"Remember."
"Always my friend, whatever happens," said Dolores.
Grasping Marcelino by the hand, Don Carlos Evaña stood for one moment as though he would speak, his lips pressed tightly together, and the signs of deep emotion on his face. Then laying his other hand upon the shoulder of his friend, he bent forward and kissed him.
"My brother," he said; then turning from them he mounted his horse and slowly rode away.
Brother and sister stood silently side by side looking after him till the gray shades of the falling night closed around him, when Marcelino bent over Dolores and kissed her, putting his arm round her, and led her away back between the rows of the tall poplar trees to the quinta.

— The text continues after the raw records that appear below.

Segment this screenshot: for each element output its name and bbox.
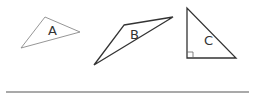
triangle-b-label: B [130,27,139,42]
triangle-a: A [21,17,80,48]
right-angle-marker-icon [187,52,193,58]
triangle-a-label: A [48,23,57,38]
triangle-b: B [94,17,173,65]
diagram-svg: A B C [0,0,257,109]
triangle-c-label: C [204,33,213,48]
triangle-c: C [187,8,236,58]
triangle-diagram: A B C [0,0,257,109]
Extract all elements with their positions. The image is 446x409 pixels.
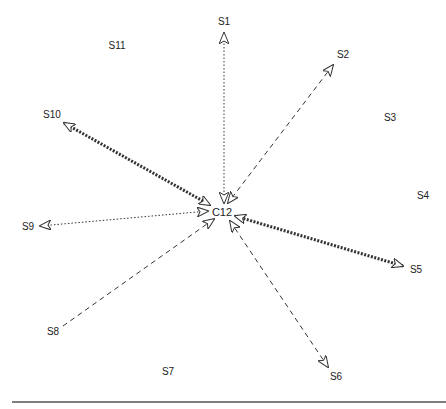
node-label-s2: S2	[337, 50, 349, 60]
node-label-s8: S8	[47, 327, 59, 337]
node-label-s10: S10	[43, 110, 61, 120]
edge-group	[40, 33, 403, 367]
bottom-divider	[12, 401, 446, 403]
node-label-s6: S6	[330, 372, 342, 382]
edge-s2-c12	[228, 65, 333, 203]
edge-s5-c12	[235, 216, 403, 266]
node-label-s4: S4	[417, 191, 429, 201]
node-label-s3: S3	[384, 113, 396, 123]
edge-s8-c12	[63, 219, 214, 326]
edge-s6-c12	[230, 221, 328, 367]
network-diagram: S1S2S3S4S5S6S7S8S9S10S11 C12	[0, 0, 446, 409]
node-label-s11: S11	[108, 41, 125, 51]
edges-layer	[0, 0, 446, 409]
center-node-label: C12	[212, 207, 232, 218]
node-label-s1: S1	[218, 17, 230, 27]
node-label-s5: S5	[410, 265, 422, 275]
node-label-s9: S9	[22, 222, 34, 232]
edge-s10-c12	[64, 123, 210, 205]
edge-s9-c12	[40, 211, 208, 226]
node-label-s7: S7	[162, 367, 174, 377]
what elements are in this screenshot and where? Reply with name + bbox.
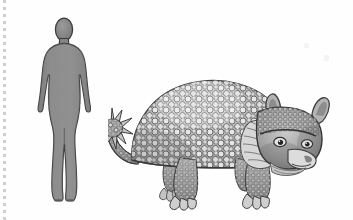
human-body-shape <box>38 18 90 202</box>
faint-mark-1 <box>304 43 309 48</box>
faint-mark-2 <box>324 55 329 61</box>
glyptodon-illustration <box>108 52 348 212</box>
human-silhouette <box>33 16 95 202</box>
glyptodon-eye-right <box>301 140 312 148</box>
dotted-margin-line <box>3 0 6 220</box>
glyptodon-eye-left <box>274 137 286 146</box>
size-comparison-scene <box>0 0 353 220</box>
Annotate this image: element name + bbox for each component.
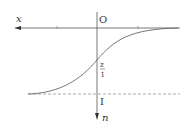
vertical-axis-arrow-icon xyxy=(95,113,99,120)
vertical-axis-label: n xyxy=(102,112,108,123)
midpoint-label-bottom: 1 xyxy=(101,71,105,79)
asymptote-label: I xyxy=(100,96,104,107)
x-axis-arrow-icon xyxy=(14,26,21,30)
x-axis-label: x xyxy=(16,13,22,24)
origin-label: O xyxy=(99,14,107,25)
midpoint-label-top: z xyxy=(100,61,104,69)
diagram-canvas: x O z 1 I n xyxy=(0,0,188,130)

"Marcelino," said Dolores, as they drew near to the quinta gate, "are men who are born to be great also always born to be unhappy?"

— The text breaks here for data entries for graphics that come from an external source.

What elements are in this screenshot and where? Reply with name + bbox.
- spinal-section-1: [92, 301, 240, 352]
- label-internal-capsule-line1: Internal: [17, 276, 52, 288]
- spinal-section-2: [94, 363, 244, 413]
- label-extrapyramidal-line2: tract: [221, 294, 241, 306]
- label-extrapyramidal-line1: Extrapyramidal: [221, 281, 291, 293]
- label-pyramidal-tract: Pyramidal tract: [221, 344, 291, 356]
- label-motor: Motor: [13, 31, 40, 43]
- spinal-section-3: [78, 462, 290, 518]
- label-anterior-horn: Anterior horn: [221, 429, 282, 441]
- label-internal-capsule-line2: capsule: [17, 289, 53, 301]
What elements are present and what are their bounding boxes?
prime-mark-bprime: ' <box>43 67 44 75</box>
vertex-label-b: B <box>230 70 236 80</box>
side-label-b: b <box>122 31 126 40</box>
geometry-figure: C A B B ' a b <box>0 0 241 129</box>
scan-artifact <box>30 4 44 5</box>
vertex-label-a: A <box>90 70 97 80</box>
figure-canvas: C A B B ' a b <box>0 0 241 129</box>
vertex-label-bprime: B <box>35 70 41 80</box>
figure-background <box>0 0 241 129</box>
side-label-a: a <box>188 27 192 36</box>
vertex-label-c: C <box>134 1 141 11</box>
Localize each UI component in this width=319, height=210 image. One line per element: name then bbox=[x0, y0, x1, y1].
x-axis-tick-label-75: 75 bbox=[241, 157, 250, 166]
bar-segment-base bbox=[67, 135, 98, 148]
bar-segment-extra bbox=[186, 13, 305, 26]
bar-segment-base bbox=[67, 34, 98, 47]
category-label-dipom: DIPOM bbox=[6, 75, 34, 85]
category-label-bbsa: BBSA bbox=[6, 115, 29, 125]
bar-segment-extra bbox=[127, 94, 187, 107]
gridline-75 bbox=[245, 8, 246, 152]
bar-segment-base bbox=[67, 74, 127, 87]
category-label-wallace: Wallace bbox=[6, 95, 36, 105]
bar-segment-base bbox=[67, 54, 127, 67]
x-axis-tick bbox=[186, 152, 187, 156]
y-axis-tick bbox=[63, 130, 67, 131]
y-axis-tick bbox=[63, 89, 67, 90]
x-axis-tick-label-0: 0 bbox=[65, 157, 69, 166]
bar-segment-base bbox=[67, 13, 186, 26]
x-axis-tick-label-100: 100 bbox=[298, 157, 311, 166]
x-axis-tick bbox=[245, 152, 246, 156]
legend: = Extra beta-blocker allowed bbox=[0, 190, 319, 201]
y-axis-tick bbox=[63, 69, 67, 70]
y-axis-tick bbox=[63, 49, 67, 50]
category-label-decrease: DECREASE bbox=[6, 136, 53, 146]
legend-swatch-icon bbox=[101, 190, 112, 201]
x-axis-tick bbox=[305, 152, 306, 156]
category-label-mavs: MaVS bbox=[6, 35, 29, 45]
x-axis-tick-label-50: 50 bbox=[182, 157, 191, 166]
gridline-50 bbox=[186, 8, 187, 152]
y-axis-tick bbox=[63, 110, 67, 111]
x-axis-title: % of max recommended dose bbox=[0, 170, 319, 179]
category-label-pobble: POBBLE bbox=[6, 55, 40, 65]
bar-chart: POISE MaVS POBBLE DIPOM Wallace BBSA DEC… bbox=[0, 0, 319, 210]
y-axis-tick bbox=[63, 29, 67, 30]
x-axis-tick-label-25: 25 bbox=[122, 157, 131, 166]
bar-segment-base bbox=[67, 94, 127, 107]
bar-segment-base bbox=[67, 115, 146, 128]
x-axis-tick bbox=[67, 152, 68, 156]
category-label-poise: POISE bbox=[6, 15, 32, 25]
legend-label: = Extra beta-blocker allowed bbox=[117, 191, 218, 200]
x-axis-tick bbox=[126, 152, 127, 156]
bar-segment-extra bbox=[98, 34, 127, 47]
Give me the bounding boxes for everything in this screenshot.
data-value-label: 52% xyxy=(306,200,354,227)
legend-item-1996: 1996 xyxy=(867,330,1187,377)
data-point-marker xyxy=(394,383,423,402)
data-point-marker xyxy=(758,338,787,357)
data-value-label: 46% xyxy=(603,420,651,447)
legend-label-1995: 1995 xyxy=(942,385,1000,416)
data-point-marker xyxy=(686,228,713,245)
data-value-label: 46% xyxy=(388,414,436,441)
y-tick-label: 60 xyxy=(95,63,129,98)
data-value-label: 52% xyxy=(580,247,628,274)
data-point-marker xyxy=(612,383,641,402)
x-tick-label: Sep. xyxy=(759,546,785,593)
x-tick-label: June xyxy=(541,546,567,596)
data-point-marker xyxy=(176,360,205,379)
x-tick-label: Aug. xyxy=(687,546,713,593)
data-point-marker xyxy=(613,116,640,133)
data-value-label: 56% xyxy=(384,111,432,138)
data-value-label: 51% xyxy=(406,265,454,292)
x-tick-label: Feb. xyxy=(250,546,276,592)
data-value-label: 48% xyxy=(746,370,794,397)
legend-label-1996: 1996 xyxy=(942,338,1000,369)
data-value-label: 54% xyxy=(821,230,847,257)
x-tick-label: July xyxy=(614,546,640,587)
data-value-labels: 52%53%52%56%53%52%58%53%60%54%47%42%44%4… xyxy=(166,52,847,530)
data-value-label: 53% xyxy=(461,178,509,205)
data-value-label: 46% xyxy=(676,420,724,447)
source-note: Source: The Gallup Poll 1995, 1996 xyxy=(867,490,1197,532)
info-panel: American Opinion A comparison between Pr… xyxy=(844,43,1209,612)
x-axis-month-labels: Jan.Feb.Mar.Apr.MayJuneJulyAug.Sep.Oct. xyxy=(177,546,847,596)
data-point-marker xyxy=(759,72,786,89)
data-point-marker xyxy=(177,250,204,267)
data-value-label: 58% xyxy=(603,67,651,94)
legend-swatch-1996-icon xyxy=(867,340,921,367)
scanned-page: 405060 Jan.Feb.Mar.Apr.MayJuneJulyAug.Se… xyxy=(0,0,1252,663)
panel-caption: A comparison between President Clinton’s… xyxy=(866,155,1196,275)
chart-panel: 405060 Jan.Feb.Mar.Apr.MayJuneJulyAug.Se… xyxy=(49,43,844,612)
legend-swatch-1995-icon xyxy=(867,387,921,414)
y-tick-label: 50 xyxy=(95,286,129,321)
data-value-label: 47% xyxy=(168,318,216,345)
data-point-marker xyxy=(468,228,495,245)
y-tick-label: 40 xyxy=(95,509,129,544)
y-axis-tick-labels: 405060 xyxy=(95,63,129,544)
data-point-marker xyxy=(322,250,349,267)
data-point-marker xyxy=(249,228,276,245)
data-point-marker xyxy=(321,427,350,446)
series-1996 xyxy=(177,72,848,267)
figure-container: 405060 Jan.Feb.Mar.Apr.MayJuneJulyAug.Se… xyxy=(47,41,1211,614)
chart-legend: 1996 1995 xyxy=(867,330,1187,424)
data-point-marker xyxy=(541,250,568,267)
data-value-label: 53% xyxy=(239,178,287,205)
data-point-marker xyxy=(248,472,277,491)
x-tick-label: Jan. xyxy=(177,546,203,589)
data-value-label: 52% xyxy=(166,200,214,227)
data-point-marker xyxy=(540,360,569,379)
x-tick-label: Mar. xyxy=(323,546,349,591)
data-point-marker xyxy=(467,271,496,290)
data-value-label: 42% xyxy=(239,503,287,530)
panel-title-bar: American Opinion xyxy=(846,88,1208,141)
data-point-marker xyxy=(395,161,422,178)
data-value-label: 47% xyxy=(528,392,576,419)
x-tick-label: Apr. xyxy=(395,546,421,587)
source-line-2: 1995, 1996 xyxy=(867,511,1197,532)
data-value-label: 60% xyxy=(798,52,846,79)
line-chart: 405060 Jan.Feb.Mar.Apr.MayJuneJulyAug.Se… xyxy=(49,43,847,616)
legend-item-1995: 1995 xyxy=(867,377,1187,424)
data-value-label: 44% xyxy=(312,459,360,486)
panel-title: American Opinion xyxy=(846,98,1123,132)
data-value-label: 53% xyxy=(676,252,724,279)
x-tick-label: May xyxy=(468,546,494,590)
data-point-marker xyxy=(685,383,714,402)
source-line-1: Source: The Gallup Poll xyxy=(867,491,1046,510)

Marcelino divined much of what was passing in his sister's mind, but not all, and to her question he gave no answer in words, but again bent over her and kissed her, and from that day forth brother and sister felt that there was another tie between them, but about the evening on which they two had looked together upon the setting sun while Evaña had expounded for them the prophecy of the clouds they never spoke.
When Dolores thought of it she thought but of one word—Remember; and Marcelino from that night forth looked no longer upon Evaña as his dearest friend, but as his brother.